Without using groupby how would I filter out data without NaN?
Let say I have a matrix where customers will fill in 'N/A','n/a' or any of its variations and others leave it blank:
import pandas as pd
import numpy as np
df = pd.DataFrame({'movie': ['thg', 'thg', 'mol', 'mol', 'lob', 'lob'],
'rating': [3., 4., 5., np.nan, np.nan, np.nan],
'name': ['John', np.nan, 'N/A', 'Graham', np.nan, np.nan]})
nbs = df['name'].str.extract('^(N/A|NA|na|n/a)')
nms=df[(df['name'] != nbs) ]
output:
>>> nms
movie name rating
0 thg John 3
1 thg NaN 4
3 mol Graham NaN
4 lob NaN NaN
5 lob NaN NaN
How would I filter out NaN values so I can get results to work with like this:
movie name rating
0 thg John 3
3 mol Graham NaN
I am guessing I need something like ~np.isnan but the tilda does not work with strings.
解决方案
Just drop them:
nms.dropna(thresh=2)
this will drop all rows where there are at least two non-NaN.
Then you could then drop where name is NaN:
In [87]:
nms
Out[87]:
movie name rating
0 thg John 3
1 thg NaN 4
3 mol Graham NaN
4 lob NaN NaN
5 lob NaN NaN
[5 rows x 3 columns]
In [89]:
nms = nms.dropna(thresh=2)
In [90]:
nms[nms.name.notnull()]
Out[90]:
movie name rating
0 thg John 3
3 mol Graham NaN
[2 rows x 3 columns]
EDIT
Actually looking at what you originally want you can do just this without the dropna call:
nms[nms.name.notnull()]
UPDATE
Looking at this question 3 years later, there is a mistake, firstly thresh arg looks for at least n non-NaN values so in fact the output should be:
In [4]:
nms.dropna(thresh=2)
Out[4]:
movie name rating
0 thg John 3.0
1 thg NaN 4.0
3 mol Graham NaN
It's possible that I was either mistaken 3 years ago or that the version of pandas I was running had a bug, both scenarios are entirely possible.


Assigned task
Lines from the one containing "Locate the bounding box of flower." through the end of the data below are to be transcribed exactly; leave out all others.

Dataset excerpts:
BEGIN

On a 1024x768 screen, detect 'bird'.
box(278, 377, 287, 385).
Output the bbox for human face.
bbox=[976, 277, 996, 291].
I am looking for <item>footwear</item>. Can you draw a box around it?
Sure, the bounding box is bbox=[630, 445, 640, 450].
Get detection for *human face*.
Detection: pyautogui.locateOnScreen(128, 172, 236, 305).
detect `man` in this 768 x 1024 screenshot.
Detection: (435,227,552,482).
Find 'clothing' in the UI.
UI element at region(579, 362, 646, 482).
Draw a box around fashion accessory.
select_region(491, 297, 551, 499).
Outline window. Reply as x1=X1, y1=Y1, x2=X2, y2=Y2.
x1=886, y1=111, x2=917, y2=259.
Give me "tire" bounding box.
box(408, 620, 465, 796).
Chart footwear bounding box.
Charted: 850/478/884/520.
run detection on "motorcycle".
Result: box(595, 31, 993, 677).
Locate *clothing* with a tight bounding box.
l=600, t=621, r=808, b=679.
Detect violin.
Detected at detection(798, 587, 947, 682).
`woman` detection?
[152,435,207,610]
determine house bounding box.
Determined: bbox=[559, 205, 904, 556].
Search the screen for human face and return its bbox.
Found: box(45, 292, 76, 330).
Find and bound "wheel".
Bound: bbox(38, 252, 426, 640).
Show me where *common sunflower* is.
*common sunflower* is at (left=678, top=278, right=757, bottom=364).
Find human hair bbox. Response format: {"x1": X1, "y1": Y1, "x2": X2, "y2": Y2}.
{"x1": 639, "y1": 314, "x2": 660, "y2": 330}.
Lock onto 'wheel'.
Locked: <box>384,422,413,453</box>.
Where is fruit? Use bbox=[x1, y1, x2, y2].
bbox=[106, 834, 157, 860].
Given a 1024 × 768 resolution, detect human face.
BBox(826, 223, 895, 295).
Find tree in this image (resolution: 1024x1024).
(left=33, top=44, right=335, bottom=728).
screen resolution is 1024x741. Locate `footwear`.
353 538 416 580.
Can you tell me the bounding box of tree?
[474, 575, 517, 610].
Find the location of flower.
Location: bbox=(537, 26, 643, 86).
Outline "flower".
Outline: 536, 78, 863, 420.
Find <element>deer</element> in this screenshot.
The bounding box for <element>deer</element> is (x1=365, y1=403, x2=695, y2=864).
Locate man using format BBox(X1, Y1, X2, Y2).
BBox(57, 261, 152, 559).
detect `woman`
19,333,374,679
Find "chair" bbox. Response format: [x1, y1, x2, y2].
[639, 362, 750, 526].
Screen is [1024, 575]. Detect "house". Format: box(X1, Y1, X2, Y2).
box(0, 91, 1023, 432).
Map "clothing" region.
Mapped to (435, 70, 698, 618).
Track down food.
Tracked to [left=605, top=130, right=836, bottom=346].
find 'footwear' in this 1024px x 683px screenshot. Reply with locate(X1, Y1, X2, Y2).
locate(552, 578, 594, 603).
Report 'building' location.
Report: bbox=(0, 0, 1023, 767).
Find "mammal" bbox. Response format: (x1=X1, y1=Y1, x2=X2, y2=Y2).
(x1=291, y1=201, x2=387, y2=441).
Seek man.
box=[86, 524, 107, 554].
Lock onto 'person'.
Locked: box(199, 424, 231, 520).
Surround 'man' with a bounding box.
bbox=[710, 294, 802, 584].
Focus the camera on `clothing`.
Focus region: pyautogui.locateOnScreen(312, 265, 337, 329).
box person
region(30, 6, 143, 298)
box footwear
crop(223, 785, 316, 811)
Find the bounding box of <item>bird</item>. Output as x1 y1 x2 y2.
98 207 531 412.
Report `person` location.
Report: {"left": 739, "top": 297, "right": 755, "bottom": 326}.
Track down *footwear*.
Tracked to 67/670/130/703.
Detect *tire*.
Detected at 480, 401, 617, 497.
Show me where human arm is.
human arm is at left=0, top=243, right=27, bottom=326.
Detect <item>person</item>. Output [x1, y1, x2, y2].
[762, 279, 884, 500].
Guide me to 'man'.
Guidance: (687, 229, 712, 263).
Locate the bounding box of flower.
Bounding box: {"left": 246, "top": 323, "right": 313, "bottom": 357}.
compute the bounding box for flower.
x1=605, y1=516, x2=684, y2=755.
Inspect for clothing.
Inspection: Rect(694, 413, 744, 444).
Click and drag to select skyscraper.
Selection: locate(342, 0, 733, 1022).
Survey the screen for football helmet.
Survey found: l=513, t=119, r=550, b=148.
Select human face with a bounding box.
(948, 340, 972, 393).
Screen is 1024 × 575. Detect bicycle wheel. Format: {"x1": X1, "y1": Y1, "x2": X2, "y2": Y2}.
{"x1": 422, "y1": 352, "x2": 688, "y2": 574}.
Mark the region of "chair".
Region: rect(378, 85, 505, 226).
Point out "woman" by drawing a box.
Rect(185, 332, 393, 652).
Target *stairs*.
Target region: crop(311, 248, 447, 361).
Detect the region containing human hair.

END

Result of the task
Locate the bounding box of flower.
Bounding box: {"left": 246, "top": 323, "right": 313, "bottom": 357}.
compute the bounding box for flower.
x1=605, y1=516, x2=684, y2=755.
Inspect for clothing.
Inspection: Rect(694, 413, 744, 444).
Click and drag to select skyscraper.
Selection: locate(342, 0, 733, 1022).
Survey the screen for football helmet.
Survey found: l=513, t=119, r=550, b=148.
Select human face with a bounding box.
(948, 340, 972, 393).
Screen is 1024 × 575. Detect bicycle wheel. Format: {"x1": X1, "y1": Y1, "x2": X2, "y2": Y2}.
{"x1": 422, "y1": 352, "x2": 688, "y2": 574}.
Mark the region of "chair".
Region: rect(378, 85, 505, 226).
Point out "woman" by drawing a box.
Rect(185, 332, 393, 652).
Target *stairs*.
Target region: crop(311, 248, 447, 361).
Detect the region containing human hair.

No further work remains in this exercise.